Check out this jQuery library. It works on multi selects instead of checkboxes, but the logic and result is exactly what you need.
http://harvesthq.github.io/chosen/
(not affiliated, I've just used it a few times)
One option would be to make use a library such as jquery-autocomplete
https://www.devbridge.com/sourcery/components/jquery-autocomplete/
This makes use of AJAX based functionality and will give you the ability to tweak it based on values stored in a database table. You can make a simple check function that, in the case the value can not be found, the user will have the option to simply press add and insert it into said library.
The rest is jsut a matter of styling and design.
I don't know if this is possible in Javascript but I am trying to achieve this. I don't know the terminology so I thought I would post it on here with pseudo code to help you understand what I want to implement.
Pseudo Code:
User Selects Option from pull down.
If selection matches criteria
Add text boxes to the form
Else if selection is something else
Add invisible text box with NULL value
I would like to code it myself but if you could post some reference material or links as I have not done much with Javascript.
Thanks
For your first and second entries, google for 'html select onchange'.
You'll want to check out document.createElement for "Add text boxes to the form"
To make your text box invisible, check out the CSS display property, setting it to none or block (or inline)
I've tried to keep this answer very short without code samples because it sounds like you want to do it yourself. Add a comment to my answer if you want more of an example.
EDIT
Also of note, along with document.createElement, you will want to look at appendChild to add the created element to an HTML element, most likely some FORM element in your page.
A little web design dilemma: I have a form with a lot of options, mainly radio buttons but not only.
I want the form to open up gradually, meaning at the beginning only two radio buttons are visible, and after the user picks one, more options appear under the chosen radio button. If the user then switches the pick, the page updates and shows the options under the new pick.
This happens on several levels, say 4 or 5 levels, and at the end there is a submit button that submits only certain inputs according to the branches the user chose. Also some of the branches have identical components even though the initial choice was different.
These are the options I could think of:
Build the complete form in the html body and use jquery to hide and show them according to the choices of the user. This means I have to write sections that repeat themselves twice.
Write nothing in the body, and append new elements when the user makes certain choices. This means the JavaScript is more complicated, because I have to make sure nothing appends twice.
Write an HTML skeleton of the form, and use append to fill it.

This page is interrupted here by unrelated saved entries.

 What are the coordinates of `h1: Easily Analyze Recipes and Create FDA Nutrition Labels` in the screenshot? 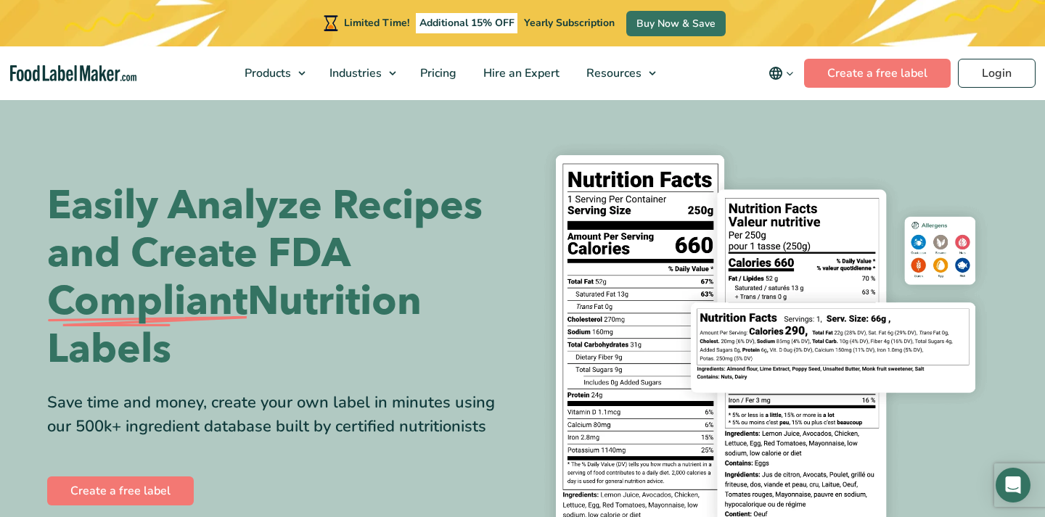 It's located at (279, 278).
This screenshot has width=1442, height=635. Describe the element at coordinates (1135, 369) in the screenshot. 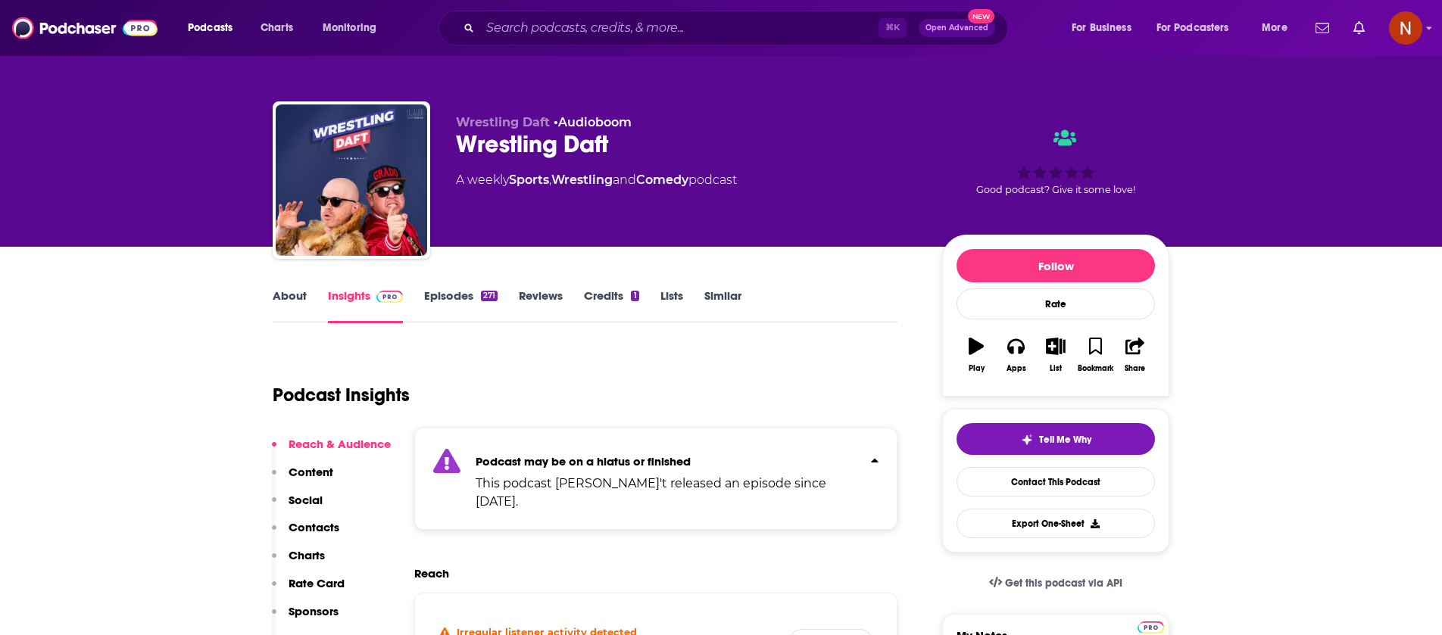

I see `div: Share` at that location.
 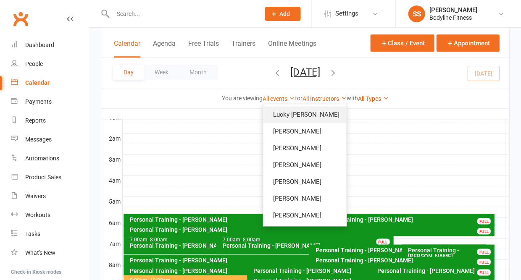 I want to click on a: All Types, so click(x=373, y=99).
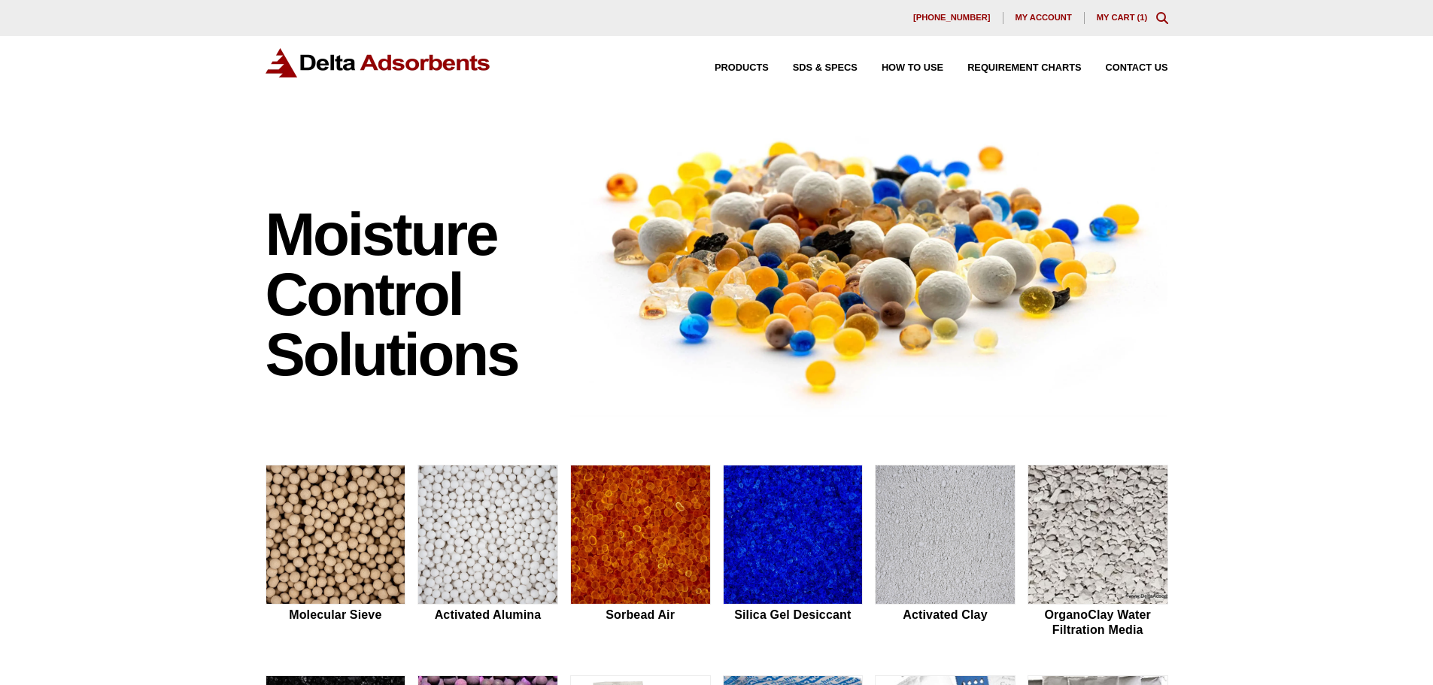 The width and height of the screenshot is (1433, 685). I want to click on h2: Molecular Sieve, so click(336, 615).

Then use jquery to show and hide elements. This has none of the disadvantages but seems a bit unaesthetic.
Which one should I pick? Any better ideas?
It really comes down to your knowledge of javascript. The cleanest way would be to append to form using javascript. This way you can avoid having duplicates in your form.
If you are not that familiar with javascript and don't know how to append the form, then I would use javascript to show/hide the different parts of the form.
I think using javascript to append would be the correct way, but I don't see anything really wrong with using javascript to just hide parts of the form.
Probably going to use http://wiki.jqueryui.com/w/page/12137997/Menu
or JStree (http://www.jstree.com/) which I found out about from here http://wiki.jqueryui.com/w/page/12138128/Tree
I need a simple form with radio buttons or pull downs, that returns a different message and link depending on the answer.
I don't want to save the data, but just to display based on the answer.
Is that we can do in JQuery..?
If anyone knows, please explain..
the code example on jquery's website for the change function is what you want, it registers a change handler, checks the value of the selected item, then changes the content of a div depending on your selection.